“Cities for CEDAW” Seeks To Adopt UN Women’s Treaty into Local Laws

By Wendy Wright | January 29, 2015

NEW YORK, January 30 (C-Fam) Frustrated by the U.S. Senate’s decades-long refusal to ratify the UN Women’s Treaty activists are now asking local governments to adopt the controversial treaty as a city ordinance.

“Cities for CEDAW” was launched last year to “bring the global local” by leapfrogging the federal government and embedding “international human rights principles” – as defined by UN officials – into domestic practices. The campaign hopes to get 98 cities to adopt CEDAW in time for the U.S. National Mayor’s Conference in San Francisco in June 2015.

“This mobilization of civic engagement for Mayoral action in 2015 should create conditions under which the U.S. senate will ratify CEDAW,” says campaign organizers.

Around since 1979, neither Democratic nor Republican majorities in the U.S. Senate have ratified the Convention to Eliminate All Forms of Discrimination Against Women (CEDAW). Part of the resistance is the overreaching of the treaty monitoring body before which signatory governments must appear. Without authority or agreement, the CEDAW committee has rewritten whole swatches of the treaty with new understandings including a right to abortion.

The CEDAW Committee has directed scores of governments to liberalize their abortion laws.

Last June the U.S. Conference of Mayors adopted a resolution encouraging cities to pass laws to apply the principles of CEDAW. It calls on local governments to use the international treaty as a standard to judge whether local policies and practices discriminate against women.

At the time, only two cities had adopted CEDAW: San Francisco and Los Angeles. Since then, only one more has gone along. Louisville, Kentucky, passed a non-binding “Resolution Supporting Cities for CEDAW Initiative” as a “first step toward adopting a future ordinance that would call for: a gender analysis of all Louisville Metro departments and commissions; the designation of an oversight body; and resources to support these actions.”

The Kentucky Religious Coalition for Reproductive Choice supported the resolution.

Right to Life groups opposed it, triggering a curious reaction. Councilwoman Tina Ward-Pugh, the chief sponsor, denied the effort was associated with abortion – or about ratifying the treaty. “It’s in the title, for crying out loud,” responded Councilman Kevin Kramer. An amendment to take “CEDAW” out of the resolution’s name was defeated, The Courier-Journal reported.

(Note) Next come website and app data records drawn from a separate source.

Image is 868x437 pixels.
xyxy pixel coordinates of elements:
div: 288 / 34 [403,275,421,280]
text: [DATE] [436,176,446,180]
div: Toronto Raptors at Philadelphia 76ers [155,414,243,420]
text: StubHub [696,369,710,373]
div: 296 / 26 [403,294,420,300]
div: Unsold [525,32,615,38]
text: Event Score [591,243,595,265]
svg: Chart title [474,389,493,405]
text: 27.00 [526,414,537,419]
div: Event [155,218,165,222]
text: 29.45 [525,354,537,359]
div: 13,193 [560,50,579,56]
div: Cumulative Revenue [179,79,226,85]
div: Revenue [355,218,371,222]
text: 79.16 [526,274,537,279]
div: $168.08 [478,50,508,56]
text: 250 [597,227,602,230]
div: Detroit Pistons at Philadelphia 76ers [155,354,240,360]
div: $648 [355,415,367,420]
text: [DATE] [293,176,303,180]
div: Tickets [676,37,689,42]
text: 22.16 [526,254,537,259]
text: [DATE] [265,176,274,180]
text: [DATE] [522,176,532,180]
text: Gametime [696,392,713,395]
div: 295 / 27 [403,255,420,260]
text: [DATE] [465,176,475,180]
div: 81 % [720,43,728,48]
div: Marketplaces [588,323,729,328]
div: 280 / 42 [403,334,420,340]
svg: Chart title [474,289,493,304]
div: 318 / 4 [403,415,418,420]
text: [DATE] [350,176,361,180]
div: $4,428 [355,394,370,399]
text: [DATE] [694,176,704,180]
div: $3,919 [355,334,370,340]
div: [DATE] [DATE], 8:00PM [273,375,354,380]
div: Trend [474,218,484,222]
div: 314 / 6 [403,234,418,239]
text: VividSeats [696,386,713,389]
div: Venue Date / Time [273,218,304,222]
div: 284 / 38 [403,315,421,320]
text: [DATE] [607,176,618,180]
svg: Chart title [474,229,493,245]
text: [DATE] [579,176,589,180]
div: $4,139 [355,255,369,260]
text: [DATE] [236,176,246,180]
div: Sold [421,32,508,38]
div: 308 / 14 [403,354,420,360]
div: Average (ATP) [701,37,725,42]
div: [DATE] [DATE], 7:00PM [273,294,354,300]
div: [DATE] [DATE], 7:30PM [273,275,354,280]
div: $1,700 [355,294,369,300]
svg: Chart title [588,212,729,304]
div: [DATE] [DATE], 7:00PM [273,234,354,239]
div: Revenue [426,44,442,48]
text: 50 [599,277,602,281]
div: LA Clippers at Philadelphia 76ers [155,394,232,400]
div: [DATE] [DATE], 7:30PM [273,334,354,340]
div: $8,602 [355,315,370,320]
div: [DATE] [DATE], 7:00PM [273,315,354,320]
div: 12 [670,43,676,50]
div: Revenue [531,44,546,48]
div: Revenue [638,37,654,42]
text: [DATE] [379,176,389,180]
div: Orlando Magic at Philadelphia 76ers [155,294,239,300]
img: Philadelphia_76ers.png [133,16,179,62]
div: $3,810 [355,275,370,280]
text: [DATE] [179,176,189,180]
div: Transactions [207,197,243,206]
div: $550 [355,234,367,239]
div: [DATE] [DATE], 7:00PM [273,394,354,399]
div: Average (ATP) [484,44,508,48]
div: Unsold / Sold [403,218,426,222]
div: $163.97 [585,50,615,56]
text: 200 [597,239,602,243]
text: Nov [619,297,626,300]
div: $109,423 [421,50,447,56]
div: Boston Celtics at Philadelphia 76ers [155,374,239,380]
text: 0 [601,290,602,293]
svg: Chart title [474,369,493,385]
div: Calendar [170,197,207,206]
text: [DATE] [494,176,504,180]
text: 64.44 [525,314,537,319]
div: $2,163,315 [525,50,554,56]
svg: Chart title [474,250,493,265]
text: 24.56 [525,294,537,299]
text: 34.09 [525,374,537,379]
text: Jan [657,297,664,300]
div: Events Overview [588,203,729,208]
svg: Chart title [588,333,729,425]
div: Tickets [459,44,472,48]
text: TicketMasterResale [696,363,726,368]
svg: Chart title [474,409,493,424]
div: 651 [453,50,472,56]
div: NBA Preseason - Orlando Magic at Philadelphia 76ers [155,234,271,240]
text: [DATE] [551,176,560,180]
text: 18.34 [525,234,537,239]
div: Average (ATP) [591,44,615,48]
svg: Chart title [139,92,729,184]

Ivan Šimonović, a top UN human rights official, endorsed Cities for CEDAW, telling supporters last week the U.S. has “challenges in sexual and reproductive health,” a phrase often used for abortion, even though the U.S. has among the most liberal abortion laws in the world.

Sheila Katzman is leading efforts to get New York City to adopt CEDAW. The oversight committee is a “tremendous benefit,” she said. It allows citizens to bring complaints without going to court, and “we get to assess and determine” if a violation has occurred.

In August a conference in California will put together a tool kit for municipal leaders, said Gavin Newsom, former mayor of San Francisco.